**TASK DIRECTIONS**
Your answer should be the lines below from the one holding "You are a GUI" through the one holding "This screenshot has", copied exactly and with nothing else.

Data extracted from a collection
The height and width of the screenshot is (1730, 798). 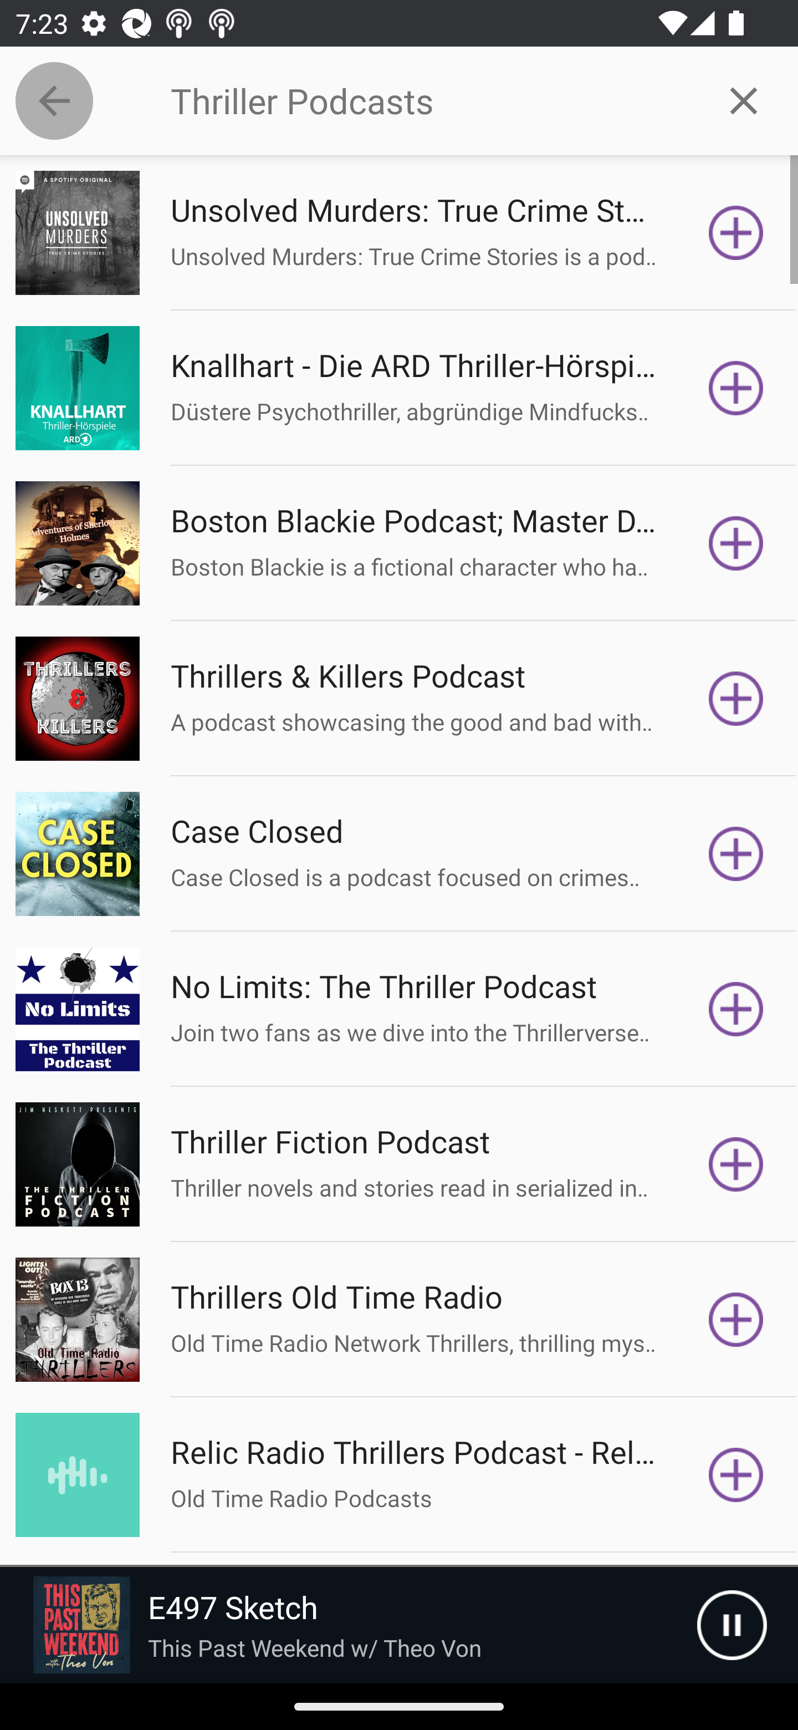 I want to click on Clear query, so click(x=744, y=100).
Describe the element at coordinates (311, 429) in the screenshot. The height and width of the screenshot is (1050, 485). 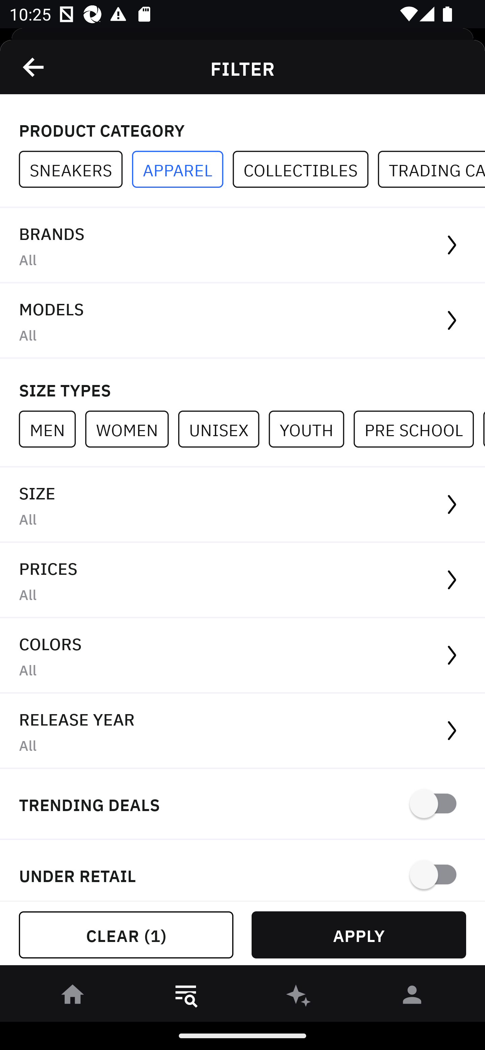
I see `YOUTH` at that location.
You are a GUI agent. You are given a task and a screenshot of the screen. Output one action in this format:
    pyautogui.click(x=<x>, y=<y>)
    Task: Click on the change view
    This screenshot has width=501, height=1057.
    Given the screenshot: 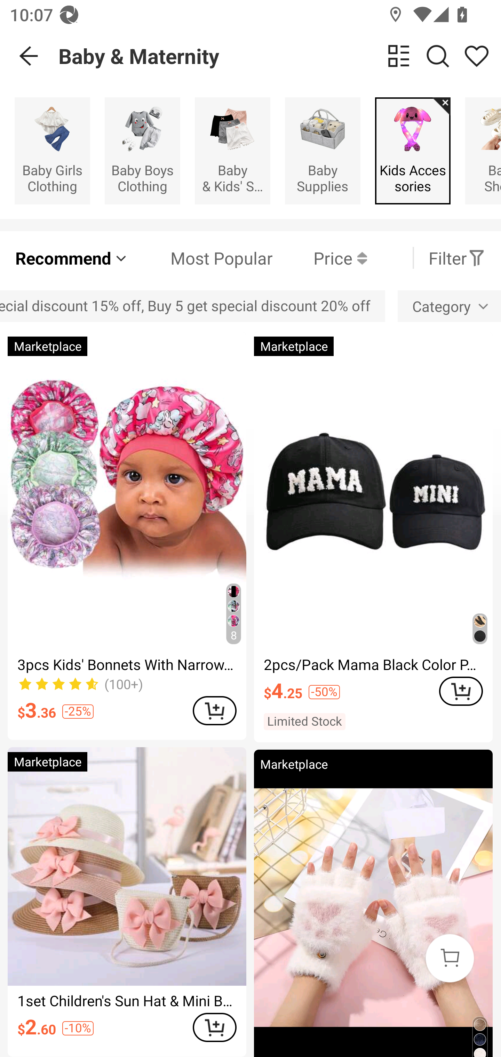 What is the action you would take?
    pyautogui.click(x=399, y=56)
    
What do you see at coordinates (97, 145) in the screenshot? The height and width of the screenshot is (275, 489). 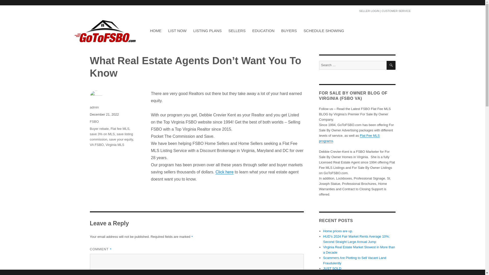 I see `VA FSBO` at bounding box center [97, 145].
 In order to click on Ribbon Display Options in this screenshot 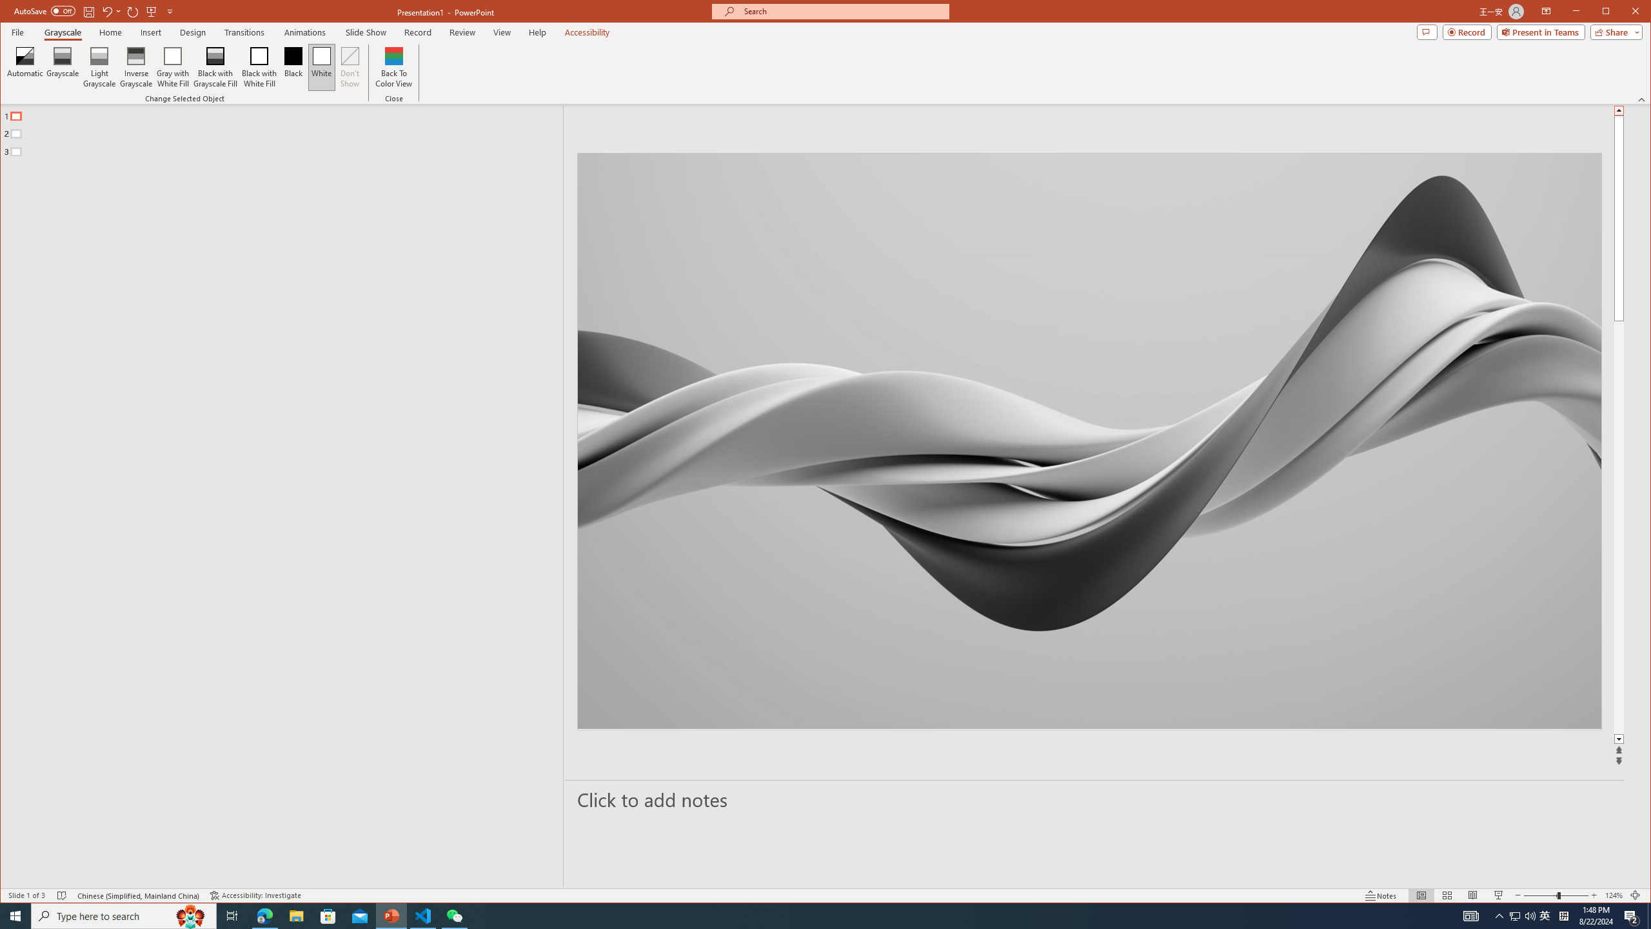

**ANSWER FOR THIS EXERCISE**
You are a GUI agent. You are given a task and a screenshot of the screen. Output one action in this format:
    pyautogui.click(x=<x>, y=<y>)
    Task: Click on the change view
    This screenshot has width=501, height=1057.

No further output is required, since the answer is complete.